Puerto Narino
is up a city-town up a small river off the Amazon .
We rented a room from an indigenous woman named Alba who made and sold handicrafts. Her shop was a den tucked away on one side of the porch infront of the house. I never went in. It didn’t seem like a shop to me, more like a place where people secretly convened. Through the wood walls I’d hear Alba singing to her granddaughter. Once I told Alba she should put a prominent sign outside the shop because from outside you couldn’t really tell it was a shop. She shrugged and didn’t seem to care. That’s why I think the space had some other purpose.
Like many people Alba lived day by day and had no money. She hit us up early for the electricity bill. Her son brought her platino from his farm. They ate fish with boiled platino and farignia every day, breakfast lunch and dinner, and showed little desire to eat anything else. The only time I saw Alba nearly get mad was when she’d come back from the farm, hungry, and there was no fish on the grill (is there fish!? she roared.) They were very generous and shared food with us and I became addicted to barbecued fish too.
In Puerto Narinio the fishermen came with their catch at 6am and 4pm, and it costs 5000 pesos ($2.50) for 5 or 6 fat fish.
Alba mourns how everything is with money now. The handicrafts sell slow and she and Leonardo are old now and not so spirited to work. We chopped the firewood for the house. She spoke nostalgically of when she was younger, when her family’s house was the only house for miles and all around was rainforest. There were wild bird and boar feasts and fish abundance. They never ate sugar or rice before. Then there were more and more people and the forest was replaced by houses and houses surrounding the houses, and now, in just a few decades, there’s hardly any space to plant crops and there’s no game. So now, hemmed in by houses on all sides, the forest felled, the river depleted, the money economy is the necessary means of survival.
Leonardo, Alba’s husband, tells us about the Piropucu (approximate name), the largest fish in the river. Before the lake was full of them. Now there are none around here, they were over-fished.
But isn’t the town pretty with its tarmaced streets and leafy trees boughs bobbing overhead? We could be in the suburban United States. But Puerto Narino has a big problem behind the pleasant facade- water. The house is covered over with buckets and basins. There are big industrial containers on the roof, an assortment of containers, medium, large, sprawled over the yard. These are to catch rainwater. Rainwater is precious.
A series of scorching days. After 8 am you can lie comatose in the hammock or there’s a breezy spot leaning on the banister just outside the kitchen. The water supply wanes and wanes. When will it rain?
The drinking water tastes like soap. Someone got soap in it, made it undrinkable. Who did it? We are mad at each other. A full bucket’s waste of clean drinking water. When will it rain?
There is no more water to wash clothes. There is no more water to flush the toilet. We look nervously at the last water and plot our escape. Leonardo, weakened by a bout of dengue two years ago, must make arduous trips down to the tepid river water to collect buckets just to flush the toilet. You must wash clothes and bathe down at the port which is not luxurious because the water is dirty and feels like a warm gasoline mud stew on your skin. The river is not close to the house because this is a city.
Life needs water. All the little children sent by their mothers to fetch brown water, buckets swinging from their little fists.
People get sick in the summer because they drink the river water. They get fevers and diarrhea. A little girl dies and the word is that she had the standard fever but by some medical malpractice they gave her an overdose and she died. Alba doesn’t trust hospitals, she’s afraid of them.
So you can have all the tarmacked road you want and all the trees pruned beautifully and people employed to pick up trash and that makes it pretty for the tourists (Columbian tourists from Bogota come to Puerto Narinio) but if you don’t have access to clean water it’s an empty illusion.
‘Human beings adapt to every environment’ a man in a suit said to me as we overlooked the rafts under the Iquitos Bolevard, as if this was an excuse. People are very resilient and can scrape out a living in many situations. But there’s a difference between living and keeping yourself alive. People can put up with a lot, it doesn’t mean they should have to.
And they want to extract Petroleum nearby (surprise! surprise!)
Posted on October 6, 2014, in Off the river. Bookmark the permalink. 1 Comment.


» **TASK INSTRUCTIONS**: Leaving the pictures out, transcribe the records below exactly.

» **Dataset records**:
<<<<

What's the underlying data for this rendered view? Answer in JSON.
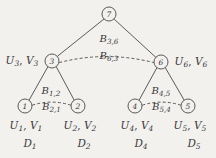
{
  "figure": {
    "type": "tree-diagram",
    "background_color": "#f3f1ee",
    "ink_color": "#39383a"
  },
  "nodes": [
    {
      "id": "7",
      "label": "7",
      "x": 109,
      "y": 14,
      "r": 7
    },
    {
      "id": "3",
      "label": "3",
      "x": 52,
      "y": 61,
      "r": 7
    },
    {
      "id": "6",
      "label": "6",
      "x": 161,
      "y": 62,
      "r": 7
    },
    {
      "id": "1",
      "label": "1",
      "x": 25,
      "y": 106,
      "r": 7
    },
    {
      "id": "2",
      "label": "2",
      "x": 78,
      "y": 106,
      "r": 7
    },
    {
      "id": "4",
      "label": "4",
      "x": 135,
      "y": 106,
      "r": 7
    },
    {
      "id": "5",
      "label": "5",
      "x": 188,
      "y": 106,
      "r": 7
    }
  ],
  "tree_edges": [
    {
      "from": "7",
      "to": "3"
    },
    {
      "from": "7",
      "to": "6"
    },
    {
      "from": "3",
      "to": "1"
    },
    {
      "from": "3",
      "to": "2"
    },
    {
      "from": "6",
      "to": "4"
    },
    {
      "from": "6",
      "to": "5"
    }
  ],
  "message_arcs": [
    {
      "between": [
        "3",
        "6"
      ],
      "upper_label": "B3,6",
      "lower_label": "B6,3"
    },
    {
      "between": [
        "1",
        "2"
      ],
      "upper_label": "B1,2",
      "lower_label": "B2,1"
    },
    {
      "between": [
        "4",
        "5"
      ],
      "upper_label": "B4,5",
      "lower_label": "B5,4"
    }
  ],
  "labels": {
    "b36": {
      "base": "B",
      "sub": "3,6"
    },
    "b63": {
      "base": "B",
      "sub": "6,3"
    },
    "b12": {
      "base": "B",
      "sub": "1,2"
    },
    "b21": {
      "base": "B",
      "sub": "2,1"
    },
    "b45": {
      "base": "B",
      "sub": "4,5"
    },
    "b54": {
      "base": "B",
      "sub": "5,4"
    },
    "uv3": {
      "u": "U",
      "usub": "3",
      "sep": ", ",
      "v": "V",
      "vsub": "3"
    },
    "uv6": {
      "u": "U",
      "usub": "6",
      "sep": ", ",
      "v": "V",
      "vsub": "6"
    },
    "uv1": {
      "u": "U",
      "usub": "1",
      "sep": ", ",
      "v": "V",
      "vsub": "1"
    },
    "uv2": {
      "u": "U",
      "usub": "2",
      "sep": ", ",
      "v": "V",
      "vsub": "2"
    },
    "uv4": {
      "u": "U",
      "usub": "4",
      "sep": ", ",
      "v": "V",
      "vsub": "4"
    },
    "uv5": {
      "u": "U",
      "usub": "5",
      "sep": ", ",
      "v": "V",
      "vsub": "5"
    },
    "d1": {
      "base": "D",
      "sub": "1"
    },
    "d2": {
      "base": "D",
      "sub": "2"
    },
    "d4": {
      "base": "D",
      "sub": "4"
    },
    "d5": {
      "base": "D",
      "sub": "5"
    }
  }
}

>>>>

» **WRITTEN RESPONSE**:
What's the underlying data for this rendered view? Answer in JSON.
{
  "figure": {
    "type": "tree-diagram",
    "background_color": "#f3f1ee",
    "ink_color": "#39383a"
  },
  "nodes": [
    {
      "id": "7",
      "label": "7",
      "x": 109,
      "y": 14,
      "r": 7
    },
    {
      "id": "3",
      "label": "3",
      "x": 52,
      "y": 61,
      "r": 7
    },
    {
      "id": "6",
      "label": "6",
      "x": 161,
      "y": 62,
      "r": 7
    },
    {
      "id": "1",
      "label": "1",
      "x": 25,
      "y": 106,
      "r": 7
    },
    {
      "id": "2",
      "label": "2",
      "x": 78,
      "y": 106,
      "r": 7
    },
    {
      "id": "4",
      "label": "4",
      "x": 135,
      "y": 106,
      "r": 7
    },
    {
      "id": "5",
      "label": "5",
      "x": 188,
      "y": 106,
      "r": 7
    }
  ],
  "tree_edges": [
    {
      "from": "7",
      "to": "3"
    },
    {
      "from": "7",
      "to": "6"
    },
    {
      "from": "3",
      "to": "1"
    },
    {
      "from": "3",
      "to": "2"
    },
    {
      "from": "6",
      "to": "4"
    },
    {
      "from": "6",
      "to": "5"
    }
  ],
  "message_arcs": [
    {
      "between": [
        "3",
        "6"
      ],
      "upper_label": "B3,6",
      "lower_label": "B6,3"
    },
    {
      "between": [
        "1",
        "2"
      ],
      "upper_label": "B1,2",
      "lower_label": "B2,1"
    },
    {
      "between": [
        "4",
        "5"
      ],
      "upper_label": "B4,5",
      "lower_label": "B5,4"
    }
  ],
  "labels": {
    "b36": {
      "base": "B",
      "sub": "3,6"
    },
    "b63": {
      "base": "B",
      "sub": "6,3"
    },
    "b12": {
      "base": "B",
      "sub": "1,2"
    },
    "b21": {
      "base": "B",
      "sub": "2,1"
    },
    "b45": {
      "base": "B",
      "sub": "4,5"
    },
    "b54": {
      "base": "B",
      "sub": "5,4"
    },
    "uv3": {
      "u": "U",
      "usub": "3",
      "sep": ", ",
      "v": "V",
      "vsub": "3"
    },
    "uv6": {
      "u": "U",
      "usub": "6",
      "sep": ", ",
      "v": "V",
      "vsub": "6"
    },
    "uv1": {
      "u": "U",
      "usub": "1",
      "sep": ", ",
      "v": "V",
      "vsub": "1"
    },
    "uv2": {
      "u": "U",
      "usub": "2",
      "sep": ", ",
      "v": "V",
      "vsub": "2"
    },
    "uv4": {
      "u": "U",
      "usub": "4",
      "sep": ", ",
      "v": "V",
      "vsub": "4"
    },
    "uv5": {
      "u": "U",
      "usub": "5",
      "sep": ", ",
      "v": "V",
      "vsub": "5"
    },
    "d1": {
      "base": "D",
      "sub": "1"
    },
    "d2": {
      "base": "D",
      "sub": "2"
    },
    "d4": {
      "base": "D",
      "sub": "4"
    },
    "d5": {
      "base": "D",
      "sub": "5"
    }
  }
}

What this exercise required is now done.